Jan 17, 2006 - Eastern Daily Press: Subsidy
on milk in school to stay
Dairy: Norfolk farmers welcome surprise move
on 'top-up'
Dairy farmers in Norfolk have welcomed a surprise decision to retain a 'top-up' scheme to keep subsidised milk on the menu for youngsters.
Farms minister Lord Bach has announced that a
1.5m pound scheme to subsidise milk at primary and nursery schools
in England will not be scrapped.
A report delivered just before Christmas to three
Whitehall departments had recommended an end to the national milk
subsidy scheme because it offered poor value for money and was
very expensive to administer.
Broadland dairy farmer Louis Baugh
said the announcement was a welcome step in the right direction" but
the steep costs of running the scheme must be addressed.
Lord Bach, of the Department for Environment,
Food and Rural Affairs (DEFRA), said two other ministers, Education
and Skills, and Health, co funded the scheme, which attracted a
further 5.8million pounds in matched funding from the European
Union.
"We have agreed that the scheme has a valuable role to play and
should remain unchanged," he added.
Dairy farmers had voiced concerns that axing
taxpayer-funded subsidy support for milk in primary and nursery
schools would end Europe's matched funding.
The scheme allows parents to pay the difference
between the actual cost to local authorities and the subsidy.
The average price schools charge parents for
subsidised milk is 12.4p for a third of a pint. But this is higher
than the supermarket price of milk-which is not subsidised-at 8.4p
to 10p.
The report by London Economics, which cost 38,
000 pounds argued that the scheme represented poor value for money
and was costly to run.
It added "We find the top-up to be an inefficient subsidy. On average,
schools pass only 20pc of the combined EU and top-up subsidy to
parents, retaining the other 70pc, or 5 million pounds, to cover
the costs of administering the scheme".
Norfolk farmer Ken Proctor, of Shipham, who has
one of the highest-yielding pedigree herds of Holstein cattle in
Britain, said: "We know that
milk plays a vital role in the diet of young people of all ages.
It is much healthier and better than sugar soft drinks".
In Norfolk,
about 370 primary schools provide milk to pupils, and 45,000 pounds
a years reclaimed through the scheme.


**DIRECTIONS:** Please print every record below exactly as it appears, but leave out the pictures.

**MATERIAL SHOWN:**
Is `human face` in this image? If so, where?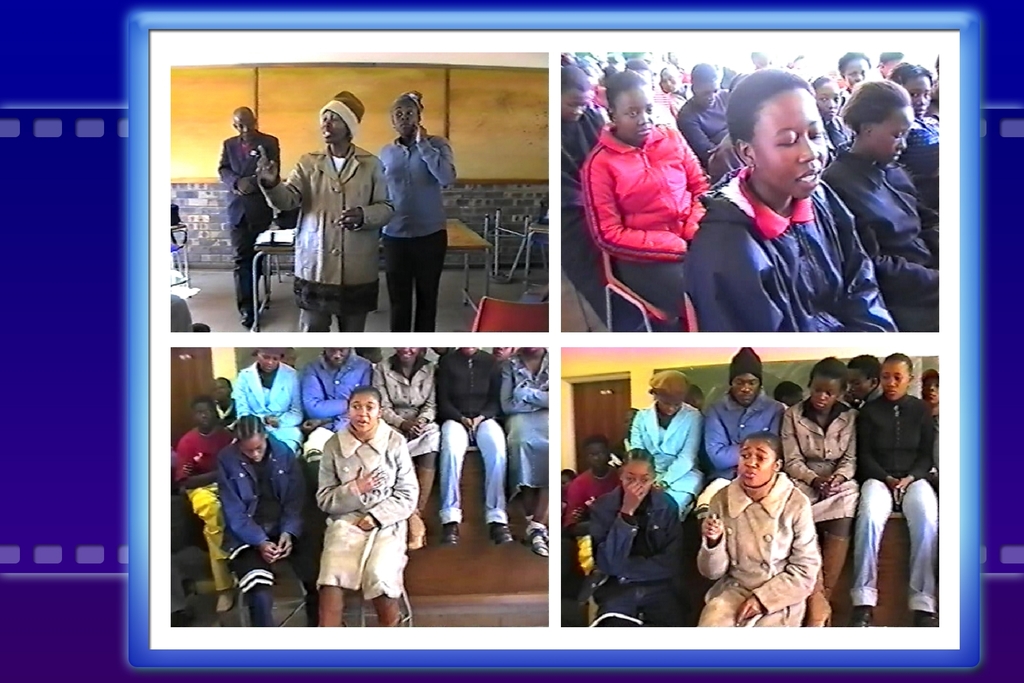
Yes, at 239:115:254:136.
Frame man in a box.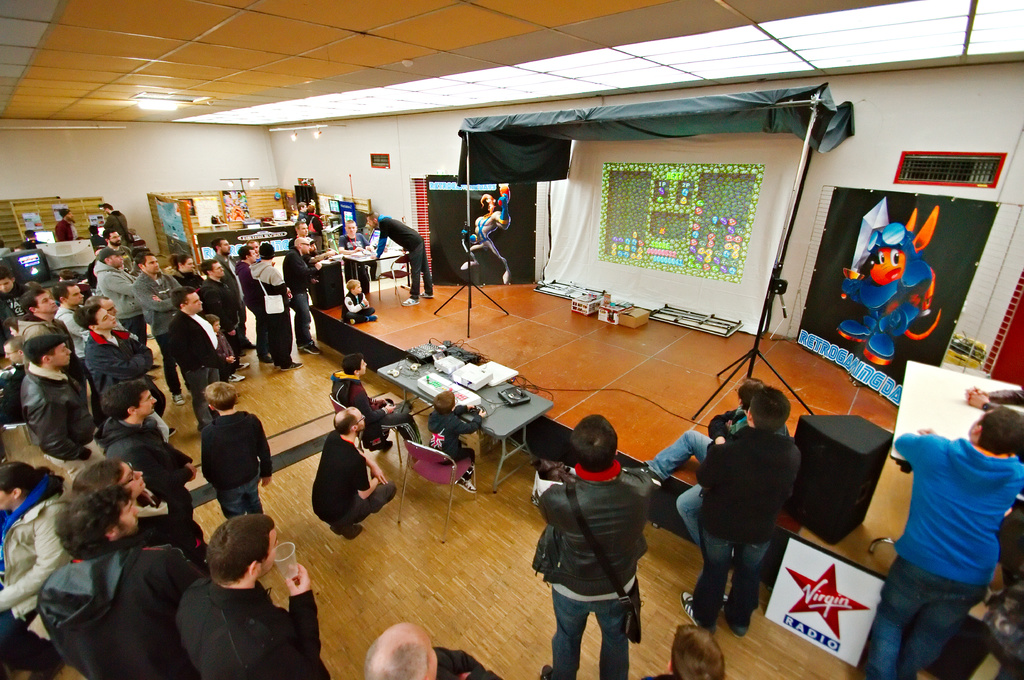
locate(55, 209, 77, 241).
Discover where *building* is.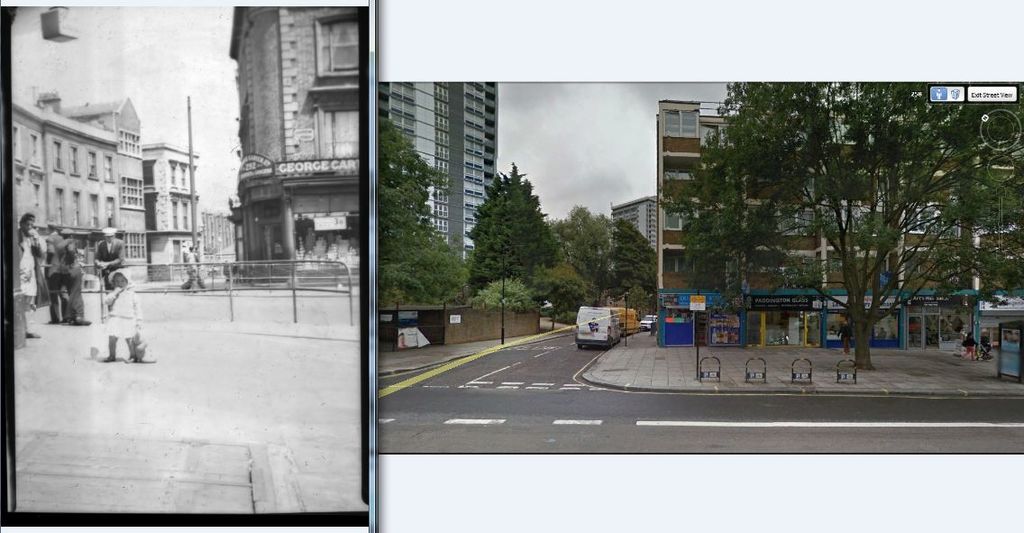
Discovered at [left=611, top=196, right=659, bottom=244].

**ANSWER BELOW:**
Is `human face` in this image? If so, where?
Yes, at 239:115:254:136.
Frame man in a box.
locate(55, 209, 77, 241).
Discover where *building* is.
Discovered at [left=611, top=196, right=659, bottom=244].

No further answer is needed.